February 3rd, 2009 by admin

On Absentee Elders

We lined them up three rows deep in the nursing home lounge where they watch DVD’s. Election Wednesday for Absentee Elders, sitting there wheelchaired in silent company.

Patton’s army of registered voters, honor bound to a process they no longer understand. The ethics of voting in the nation most human: should those whose rights are worth calling to question be allowed to answer for thee rights of others? The answer is tucked into Gladys’ afghan, along with the soup spoons she stole from her meal tray.

The election board arrives to make it all official – a supposed PH-balance of conservative and liberal. Changing intonation for their candidate of choice, unable to pronounce the name Bob Barr. Seeking out the residents they know will vote their way, for after all these invalids are former corner neighbors. It’s sloppy and it’s shady and it happens in your city. An untold wealth of voter fraud for Rove to shelter and pity.
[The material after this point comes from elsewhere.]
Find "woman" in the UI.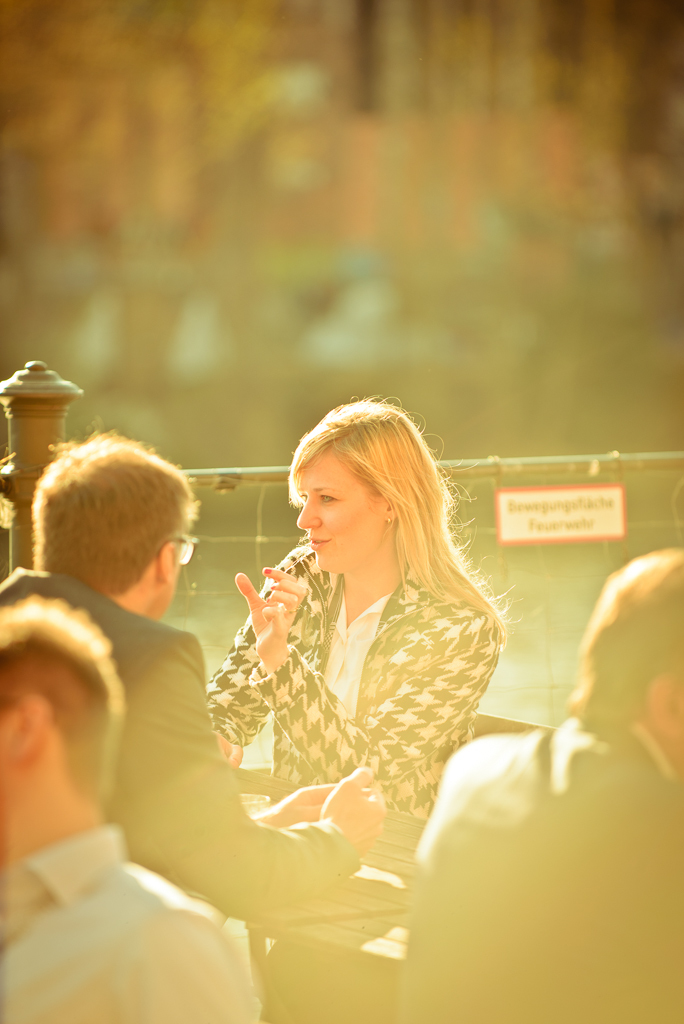
UI element at l=196, t=397, r=524, b=883.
Magnifying glasses the size of a skillet to see the tiny words on on the paper print ballot. Shawls, lap robes, bed pans, floral printed mu-mu’s. Glasses bought by Medicaid, unsightly, bulky hearing aids, fingers warped by trials never meant to be described. Hair the color of poster paint or gray as Scranton April, or bald and Excemaed, flaky reminders of indignities received like communion. The grace of the aging, a stiff-jointed sureness, resides in their liberal usage of silence.
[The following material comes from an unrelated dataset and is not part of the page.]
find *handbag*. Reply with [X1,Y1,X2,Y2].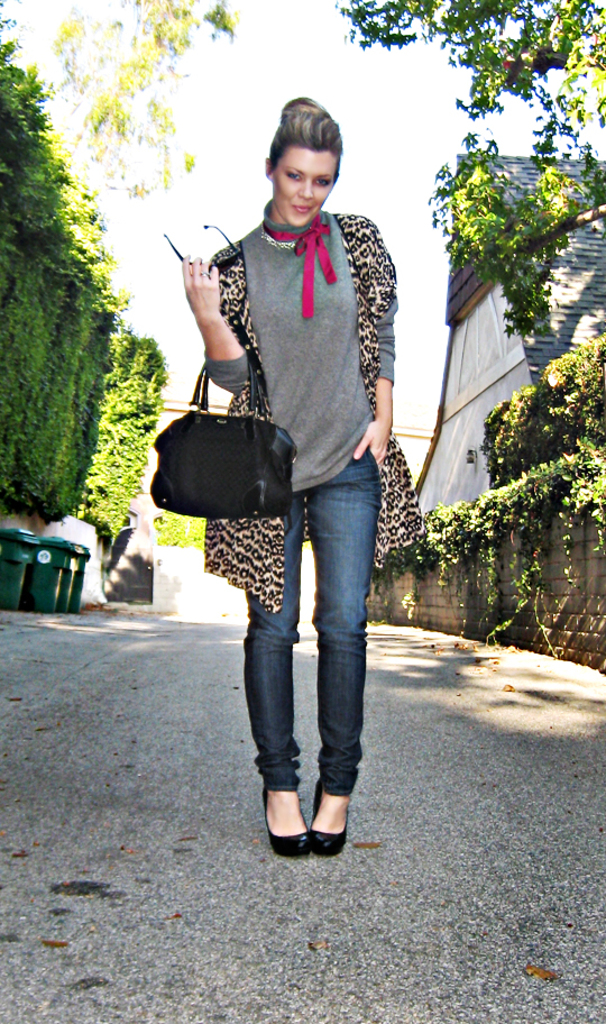
[147,339,304,521].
What motivates them? War bonds, GM cars and Uncle Sam Madonnas. A tireless courage that saw them through wars, their success earned them television – their success snuffed the source.

And now they do what they can: check marks like lightning bolts you draw in grade school skies, shivered from their medicine that stalls the full moon tide. And they wheel themselves out like they’ve been to confession, or donated patriot blood.

Nowhere is it written that you can’t be old and proud. There’s valor in the simple act, backed by lives of actions loud. May we be so fortunate, may we be so blessed, to ride our wheelchairs high.